Aaron Shulman

How did you become a writer?

I decided I wanted to become a writer when I was 17 in two steps, one that was rational and the other less so. At the time, I wanted to be filmmaker, but I read Ken Kesey's One Flew Over the Cuckoo's Nest and loved it, and then saw the movie, and thought it was so weak compared to the book. Knowing that it had swept the Oscars the year it came out--in other words, that it was a masterpiece, but felt paltry compared to to the novel it was based on--I decided that books were the superior form. Then I read Kerouac's On the Road, and as a bored suburban teenager, the writing life portrayed in that book seemed heady and wild, which appealed to me.

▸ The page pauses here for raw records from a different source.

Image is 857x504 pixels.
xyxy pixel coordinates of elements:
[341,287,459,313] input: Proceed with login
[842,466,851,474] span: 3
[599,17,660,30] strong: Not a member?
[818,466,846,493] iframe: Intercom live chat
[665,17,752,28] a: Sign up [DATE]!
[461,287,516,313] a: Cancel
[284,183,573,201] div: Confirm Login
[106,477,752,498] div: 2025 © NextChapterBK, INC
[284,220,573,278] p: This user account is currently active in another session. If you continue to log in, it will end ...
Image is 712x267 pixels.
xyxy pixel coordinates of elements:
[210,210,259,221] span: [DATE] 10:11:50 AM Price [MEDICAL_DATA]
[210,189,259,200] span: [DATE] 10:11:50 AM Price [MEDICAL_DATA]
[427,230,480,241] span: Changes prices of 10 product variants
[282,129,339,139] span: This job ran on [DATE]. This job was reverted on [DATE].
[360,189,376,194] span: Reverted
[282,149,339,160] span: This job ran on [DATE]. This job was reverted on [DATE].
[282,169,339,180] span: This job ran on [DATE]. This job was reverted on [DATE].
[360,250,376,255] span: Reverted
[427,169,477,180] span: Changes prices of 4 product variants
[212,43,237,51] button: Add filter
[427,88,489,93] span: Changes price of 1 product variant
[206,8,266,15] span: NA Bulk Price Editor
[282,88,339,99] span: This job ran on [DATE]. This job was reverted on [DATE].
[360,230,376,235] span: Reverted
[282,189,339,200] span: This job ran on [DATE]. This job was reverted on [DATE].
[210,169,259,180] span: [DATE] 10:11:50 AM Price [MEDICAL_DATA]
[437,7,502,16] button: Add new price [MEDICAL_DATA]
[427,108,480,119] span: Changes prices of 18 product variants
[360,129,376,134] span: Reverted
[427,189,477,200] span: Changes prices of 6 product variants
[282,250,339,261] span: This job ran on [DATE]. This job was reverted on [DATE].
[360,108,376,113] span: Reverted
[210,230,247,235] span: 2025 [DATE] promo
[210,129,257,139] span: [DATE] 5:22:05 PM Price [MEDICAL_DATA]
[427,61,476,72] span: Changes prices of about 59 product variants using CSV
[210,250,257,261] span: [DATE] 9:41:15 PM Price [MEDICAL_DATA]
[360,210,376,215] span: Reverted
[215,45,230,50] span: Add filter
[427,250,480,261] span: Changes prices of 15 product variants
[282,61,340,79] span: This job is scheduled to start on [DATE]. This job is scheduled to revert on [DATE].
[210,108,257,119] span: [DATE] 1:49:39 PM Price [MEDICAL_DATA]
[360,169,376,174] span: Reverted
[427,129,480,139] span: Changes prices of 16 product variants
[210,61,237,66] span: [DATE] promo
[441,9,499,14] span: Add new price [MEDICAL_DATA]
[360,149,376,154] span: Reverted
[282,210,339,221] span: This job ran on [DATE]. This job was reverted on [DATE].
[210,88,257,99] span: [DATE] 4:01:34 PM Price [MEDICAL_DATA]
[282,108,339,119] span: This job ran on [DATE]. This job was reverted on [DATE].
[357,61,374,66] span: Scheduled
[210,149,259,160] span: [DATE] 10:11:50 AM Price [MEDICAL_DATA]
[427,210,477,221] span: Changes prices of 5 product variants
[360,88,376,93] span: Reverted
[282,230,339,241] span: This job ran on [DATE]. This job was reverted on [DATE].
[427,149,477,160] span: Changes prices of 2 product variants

Of course, I grew out of that when I went from wanting to be a writer to actually becoming one, which took years and years of hard work sitting at my desk, failing at a few novels, getting experience as a reporter, researcher, and essayist, and then finally landing on the non-fiction project that felt custom-made for me, my first book: The Age of Disenchantments.

Name your writing influences (writers, books, teachers, etc.).

Fiction writers I adore, who I've tried to learn from, include: Don Delillo, Thomas Pynchon, Kafka, Marilynne Robinson, Deborah Eisenberg, Vladimir Nabokov, Roberto Bolaño, Jorge Luis Borges, Joan Didion, Elena Ferrante, Enrique Vila-Matas, Ben Lerner, Javier Marías, Javier Cercas, James Salter, Megan Abbott, Rachel Cusk. Non-fiction writers include: Stacy Schiff, Joan Didion, Jon Lee Anderson, Michael Paterniti, Catherine Bailey, Janet Malcom, Tom Reiss, Brendan Koerner, Alice Bolin, Emmanuele Carrere, Maggie Nelson. By those writers, some especial favorite books are: White Noise, Pale Fire, 2666 and The Savage Detectives, A Heart So White, Leaving the Atocha Station, Housekeeping, Outline, The Journalist and the Murderer, Vera, The Skies Belong to Us, The Secret Rooms. As an undergraduate, I studied with Alice McDermott and Stephen Dixon, who gave me a lot of important encouragement, and for non-fiction the journalist Tina Rosenberg mentored me at key points.

When and where do you write? 

Most days I'm at my desk in my home office from around 8am to 5pm, though not all of that is writing time. There's email, escapes to go surfing for an hour or two, time set aside for reading, and occasionally a bit of procrastination.

What are you working on now? 

I'm working on a longform magazine piece and doing research for a possible new non-fiction book.

Have you ever suffered from writer’s block? 

Not really in the kind of clinical way people often talk about it. I'm very disciplined about just sitting down and getting stuff onto the page, but often I have periods of reading and research during which I don't write, storing up ideas and information so that when I do finally sit down it comes pouring out of me.

What’s the best writing advice you’ve ever received?

Oof, so many good nuggets I've heard it's hard to choose. In terms of storytelling, that it's very important to always keep at the front of your mind what your characters/subjects want and are going after, since if you know that usually you won't get blocked because you'll know what happens next. As for process, that you have to be prepared for more hard, tiring work than you want to do or are likely prepared for.

What’s your advice to new writers?

Work really hard. Be patient. And try all the different forms (fiction, essays, journalism, screenwriting) to discover where your strengths are--and know that your strengths might not lie where you want them to. 

Aaron Shulman is the author of the non-fiction historical narrative The Age of Disenchantments: The Epic Story of Spain’s Most Notorious Literary Family and the Long Shadow of the Spanish Civil War (Ecco/HarperCollins, March 2019). After growing up in Michigan, Aaron attended Johns Hopkins as an undergrad and then the University of Montana, where he received his MFA in creative writing. A former Fulbright scholar, his work has appeared in The BelieverThe New RepublicThe American Scholar, and the Los Angeles Review of Books, among many other places.